OPEC oil output rose in September to its highest since 2020, surpassing a pledged hike for the month, after production in Libya recovered from disruption and Gulf members boosted output under a deal with allies, a Reuters survey found on Sept. 30.

OPEC has pumped 29.81 million bbl/d this month, the survey found, up 210,000 bbl/d from August and the highest since April 2020.

OPEC and its allies, a grouping known as OPEC+, has been boosting output for months to unwind cuts made in 2020. But with oil prices weakening amid concern of recession, the bias shifted to cuts for October and OPEC+ looks set to tighten supply further at a meeting on Oct. 5.

“There are talks going on with some support for a cut of less than 1 million bbl/d,” an OPEC+ source said.

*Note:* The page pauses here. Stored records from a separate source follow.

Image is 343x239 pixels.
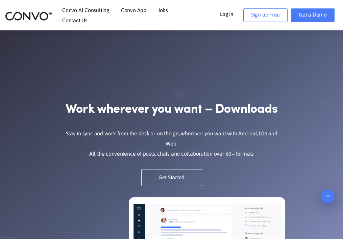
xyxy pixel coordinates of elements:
a: Jobs [158,7,168,13]
a: Convo App [121,7,146,13]
a: Contact Us [62,18,88,23]
a: Log In [220,8,243,19]
a: Get a Demo [291,8,335,22]
a: Convo AI Consulting [62,7,110,13]
a: Get Started [141,169,202,186]
img: logo_2.png [5,11,52,21]
p: Stay in sync and work from the desk or on the go, wherever you want with Android, IOS and Web. Al... [62,129,281,159]
a: Sign up Free [243,8,288,22]
strong: Work wherever you want – Downloads [66,102,278,118]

Their decision for September called for a 100,000 bbl/d increase in the group’s output target, of which about 64,000 bbl/d was meant to come from the 10 participating OPEC countries.

OPEC managed to over-deliver on this with a 130,000 bbl/d increase by participating members from August and the 210,000 bbl/d hike by all 13 producers, the survey found. Still, OPEC is pumping far less than called for.

Output from the 10 members was 1.32 million bbl/d below the September target, versus a 1.4 million bbl/d shortfall in August.

Top exporter Saudi Arabia raised output by 50,000 bbl/d and reached its target of 11 million bbl/d, the survey found.

Libya, one of the members exempt from OPEC output agreements, and Nigeria each boosted supply by the same volume. Libyan output recovered further from disruption and tanker-trackers noted an increase in Nigerian exports.

Output in Iraq, OPEC’s second-largest producer, was little changed, and the United Arab Emirates and Kuwait increased supply in line with their targets.

There were no significant declines in output during September, the survey found.

The Reuters survey aims to track supply to the market. It is based on shipping data provided by external sources, Refinitiv Eikon flows data, information from tanker trackers such as Petro-Logistics, and information provided by sources at oil companies, OPEC and consultants.